The fallacy involved in the first is the “Etymological Fallacy” – it’s where we argue that language doesn’t change. We ignore the process of history and the expansion of definitions of words to include new things, or new concepts.

The fallacy involved in the second, or one of them, is the “illegitimate totality transfer” – a fallacy Don Carson identified where you bring in one meaning of a word and say that it’s the total meaning. This is also a problem that can occur with point 1, though we can also import our own personal preference for the meaning of a word into interpretation.

The third point doesn’t involve a fallacy that I’m familiar with – except that the writer can not reasonably expect the reader to know his/her brain. There must be a name for that fallacy. Anybody? It also seems that expecting a reasonable reader is also an unreasonable read of the world.

Fundamentally each approach above reads the text with an agenda – and the real question is whose agenda does a text serve? I’d say my bias is towards the third – because without a writer we don’t have a text in the first place. The text is the product of a writer’s intent, and it’s fair that we consider it in that framework. But, I think there are particular genres where that is, at best, ambiguous. While the experience of reading Shakespeare, and seeing what he wanted us to see, is rich and captures his artistry – it’s fair to say that his writing contains a fair degree of deliberate ambiguity – where he knows different readers are going to bring different agendas, or knowledge, to a text. It seems to me that the best writing does this. So Shrek, and the Simpsons, are examples from pop-culture where there are layers of meaning imbued in a text by the writer – acknowledging point 3. And puns regularly combine all three interpretive methods. Artistry does that.

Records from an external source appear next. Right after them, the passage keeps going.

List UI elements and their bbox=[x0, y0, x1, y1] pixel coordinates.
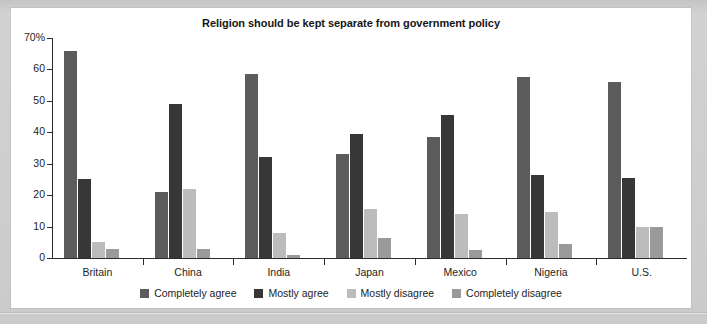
bar bbox=[273, 233, 286, 258]
bar bbox=[608, 82, 621, 258]
bar bbox=[245, 74, 258, 258]
legend-label: Mostly disagree bbox=[361, 287, 435, 299]
legend-item-mostly-disagree[interactable]: Mostly disagree bbox=[347, 287, 435, 299]
bar bbox=[287, 255, 300, 258]
bar-series-layer bbox=[52, 38, 687, 259]
legend-label: Mostly agree bbox=[268, 287, 328, 299]
x-axis-label: Japan bbox=[355, 266, 384, 278]
y-tick-label: 0 bbox=[39, 251, 45, 263]
y-tick-label: 60 bbox=[33, 62, 45, 74]
legend-label: Completely agree bbox=[154, 287, 236, 299]
chart-title: Religion should be kept separate from go… bbox=[11, 17, 691, 29]
y-tick-label: 40 bbox=[33, 125, 45, 137]
x-axis-label: Mexico bbox=[444, 266, 477, 278]
x-axis-label: Britain bbox=[82, 266, 112, 278]
bar bbox=[364, 209, 377, 258]
bar bbox=[106, 249, 119, 258]
legend-label: Completely disagree bbox=[466, 287, 562, 299]
chart-legend: Completely agreeMostly agreeMostly disag… bbox=[11, 287, 691, 299]
bar bbox=[92, 242, 105, 258]
bar bbox=[350, 134, 363, 258]
bar bbox=[517, 77, 530, 258]
group-separator-tick bbox=[596, 259, 597, 265]
legend-item-completely-disagree[interactable]: Completely disagree bbox=[452, 287, 562, 299]
group-separator-tick bbox=[233, 259, 234, 265]
x-axis-label: U.S. bbox=[631, 266, 651, 278]
legend-swatch-icon bbox=[254, 289, 263, 298]
legend-swatch-icon bbox=[140, 289, 149, 298]
x-axis-label: India bbox=[267, 266, 290, 278]
group-separator-tick bbox=[506, 259, 507, 265]
x-axis-label: China bbox=[174, 266, 201, 278]
bar bbox=[259, 157, 272, 258]
chart-figure-card: Religion should be kept separate from go… bbox=[11, 8, 691, 308]
x-axis-label: Nigeria bbox=[534, 266, 567, 278]
group-separator-tick bbox=[143, 259, 144, 265]
bar bbox=[78, 179, 91, 258]
bar bbox=[622, 178, 635, 258]
bar bbox=[545, 212, 558, 258]
bar bbox=[441, 115, 454, 258]
y-tick-label: 50 bbox=[33, 94, 45, 106]
y-tick-label: 20 bbox=[33, 188, 45, 200]
bar bbox=[169, 104, 182, 258]
bar bbox=[469, 250, 482, 258]
bar bbox=[378, 238, 391, 258]
y-tick-label: 30 bbox=[33, 157, 45, 169]
mat-seam-bottom bbox=[0, 313, 707, 314]
y-tick-label: 10 bbox=[33, 220, 45, 232]
group-separator-tick bbox=[415, 259, 416, 265]
bar bbox=[155, 192, 168, 258]
x-axis-labels: BritainChinaIndiaJapanMexicoNigeriaU.S. bbox=[52, 266, 687, 282]
y-tick-label: 70% bbox=[24, 31, 45, 43]
bar bbox=[531, 175, 544, 258]
bar bbox=[559, 244, 572, 258]
bar bbox=[636, 227, 649, 258]
page-background: Religion should be kept separate from go… bbox=[0, 0, 707, 324]
bar bbox=[64, 51, 77, 258]
bar bbox=[455, 214, 468, 258]
bar bbox=[336, 154, 349, 258]
bar bbox=[427, 137, 440, 258]
legend-item-completely-agree[interactable]: Completely agree bbox=[140, 287, 236, 299]
legend-item-mostly-agree[interactable]: Mostly agree bbox=[254, 287, 328, 299]
bar bbox=[183, 189, 196, 258]
legend-swatch-icon bbox=[347, 289, 356, 298]
bar bbox=[650, 227, 663, 258]
chart-plot-area: 010203040506070% bbox=[52, 38, 687, 259]
bar bbox=[197, 249, 210, 258]
group-separator-tick bbox=[324, 259, 325, 265]
legend-swatch-icon bbox=[452, 289, 461, 298]
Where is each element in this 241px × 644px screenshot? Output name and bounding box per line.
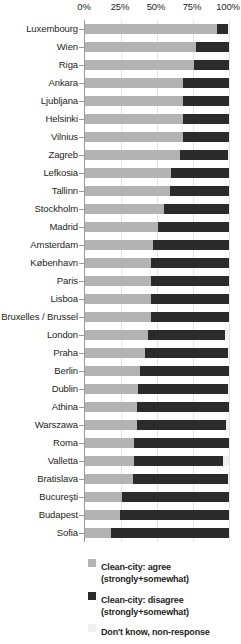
chart-row: Ankara: [0, 73, 241, 93]
bar-segment-dont-know: [228, 348, 229, 358]
bar-segment-agree: [85, 348, 145, 358]
x-axis-tick-75: 75%: [183, 1, 201, 13]
y-axis-tick: [79, 371, 84, 372]
legend-label: Don't know, non-response: [101, 627, 210, 637]
y-axis-tick: [79, 101, 84, 102]
bar-segment-disagree: [137, 402, 229, 412]
legend-label: Clean-city: agree(strongly+somewhat): [101, 562, 241, 586]
category-label-ankara: Ankara: [0, 73, 78, 93]
bar-segment-agree: [85, 330, 148, 340]
legend-item-2[interactable]: Don't know, non-response: [88, 621, 241, 639]
category-label-roma: Roma: [0, 433, 78, 453]
category-label-bucure-ti: Bucureşti: [0, 487, 78, 507]
chart-row: Wien: [0, 37, 241, 57]
bar-segment-disagree: [134, 438, 229, 448]
bar-segment-dont-know: [223, 456, 229, 466]
bar-track: [85, 456, 229, 466]
bar-track: [85, 150, 229, 160]
category-label-ljubljana: Ljubljana: [0, 91, 78, 111]
bar-segment-agree: [85, 366, 140, 376]
bar-segment-agree: [85, 492, 122, 502]
chart-row: Bruxelles / Brussel: [0, 307, 241, 327]
chart-row: Madrid: [0, 217, 241, 237]
y-axis-tick: [79, 335, 84, 336]
bar-segment-agree: [85, 96, 183, 106]
legend-swatch-icon: [88, 559, 96, 567]
category-label-paris: Paris: [0, 271, 78, 291]
chart-row: Athina: [0, 397, 241, 417]
y-axis-tick: [79, 65, 84, 66]
bar-track: [85, 204, 229, 214]
chart-row: Sofia: [0, 523, 241, 543]
chart-row: Luxembourg: [0, 19, 241, 39]
chart-row: Ljubljana: [0, 91, 241, 111]
bar-segment-disagree: [151, 294, 229, 304]
bar-track: [85, 96, 229, 106]
category-label-amsterdam: Amsterdam: [0, 235, 78, 255]
y-axis-tick: [79, 281, 84, 282]
y-axis-tick: [79, 425, 84, 426]
y-axis-tick: [79, 119, 84, 120]
x-axis-tick-labels: 0%25%50%75%100%: [0, 0, 241, 16]
bar-track: [85, 276, 229, 286]
bar-segment-disagree: [111, 528, 229, 538]
bar-segment-disagree: [164, 204, 229, 214]
legend-item-0[interactable]: Clean-city: agree(strongly+somewhat): [88, 556, 241, 586]
category-label-madrid: Madrid: [0, 217, 78, 237]
y-axis-tick: [79, 29, 84, 30]
bar-segment-disagree: [122, 492, 229, 502]
bar-segment-disagree: [180, 150, 228, 160]
y-axis-tick: [79, 317, 84, 318]
bar-track: [85, 42, 229, 52]
bar-segment-disagree: [183, 132, 229, 142]
legend-label-line2: (strongly+somewhat): [101, 574, 241, 586]
bar-segment-disagree: [148, 330, 224, 340]
y-axis-tick: [79, 137, 84, 138]
bar-track: [85, 420, 229, 430]
bar-segment-dont-know: [228, 474, 229, 484]
y-axis-tick: [79, 533, 84, 534]
bar-segment-agree: [85, 222, 158, 232]
category-label-wien: Wien: [0, 37, 78, 57]
legend-item-1[interactable]: Clean-city: disagree(strongly+somewhat): [88, 589, 241, 619]
bar-track: [85, 24, 229, 34]
y-axis-tick: [79, 497, 84, 498]
chart-row: Amsterdam: [0, 235, 241, 255]
category-label-london: London: [0, 325, 78, 345]
legend-swatch-icon: [88, 592, 96, 600]
bar-segment-agree: [85, 132, 183, 142]
bar-segment-disagree: [194, 60, 229, 70]
bar-segment-disagree: [183, 96, 229, 106]
bar-segment-agree: [85, 186, 170, 196]
bar-segment-agree: [85, 204, 164, 214]
chart-row: Lefkosia: [0, 163, 241, 183]
y-axis-tick: [79, 461, 84, 462]
bar-segment-agree: [85, 510, 120, 520]
category-label-helsinki: Helsinki: [0, 109, 78, 129]
category-label-athina: Athina: [0, 397, 78, 417]
bar-track: [85, 438, 229, 448]
bar-segment-disagree: [140, 366, 229, 376]
bar-segment-disagree: [153, 240, 229, 250]
category-label-k-benhavn: København: [0, 253, 78, 273]
bar-segment-agree: [85, 150, 180, 160]
bar-segment-dont-know: [226, 420, 229, 430]
category-label-sofia: Sofia: [0, 523, 78, 543]
bar-segment-agree: [85, 528, 111, 538]
chart-row: Stockholm: [0, 199, 241, 219]
bar-segment-agree: [85, 168, 171, 178]
bar-track: [85, 492, 229, 502]
bar-segment-agree: [85, 312, 151, 322]
chart-row: Valletta: [0, 451, 241, 471]
bar-track: [85, 132, 229, 142]
chart-row: Roma: [0, 433, 241, 453]
bar-segment-agree: [85, 474, 133, 484]
bar-track: [85, 510, 229, 520]
chart-row: Budapest: [0, 505, 241, 525]
bar-track: [85, 330, 229, 340]
bar-segment-agree: [85, 402, 137, 412]
y-axis-tick: [79, 443, 84, 444]
category-label-praha: Praha: [0, 343, 78, 363]
bar-segment-disagree: [151, 258, 229, 268]
bar-segment-dont-know: [225, 330, 229, 340]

Here are a couple of case studies – firstly – I used the words “old people” the other day as a bit of a rhetorical device, in apposition to the “angry young man”… the discussion on the post is informative because I basically failed to acknowledge the existence of points 1 or 2 – which meant what I thought, and intended, as art, wasn’t. But, I would suggest that most “exegetes” of my post failed to pay adequate heed to 3, ignoring both authorial intent, and context (on a blog, with a disclaimer).

Secondly, the worship debate itself – many of the arguments against using the word worship in a modern context commit either one of the two fallacies identified above, and, in my opinion, pay little regard to point three. Word studies are only really useful, in my opinion, for identifying the possible meaning of a word within its context – the meaning of the word is given by the way its used, it’s also a fallacy to say that a writer can’t create new meaning for a word through juxtaposing it with other ideas, or using it in a new context. That’s how language expands. It’s why the etymological fallacy is a fallacy. So with regards to worship – we’ve got the New Testament writers building on Old Testament traditions, and New Testament culture to create a paradigm by which the church could define itself and operate, under God. The original readers of the New Testament had different ideas of what the word “worship” might have meant to the ideas we import into it… the original authors of the New Testament had different ideas about what worship meant to their emperor-worshipping first century counterparts. Insisting on narrow etymological interpretations of a word pays no heed to the idea that the New Testament writers were artists, or creating something new, or good writers who drew pictures. And its weird to toss out words just because their definition has broadened, rather than just qualifying their meaning and trying to define them as the author intended.

Anyway. I’ll stop now.

120 “Brilliant” minds talk about Christiainity

Some famous atheists and agnostics in these first two (list of names here, and here)…

And some Christian voices for balance…

Why you shouldn’t have the “objections” question at your wedding

A pro-wrestler might turn up.

Another Improv Everywhere special – this time it’s a real wedding, and the bride and groom are part of the Improv Everywhere crew.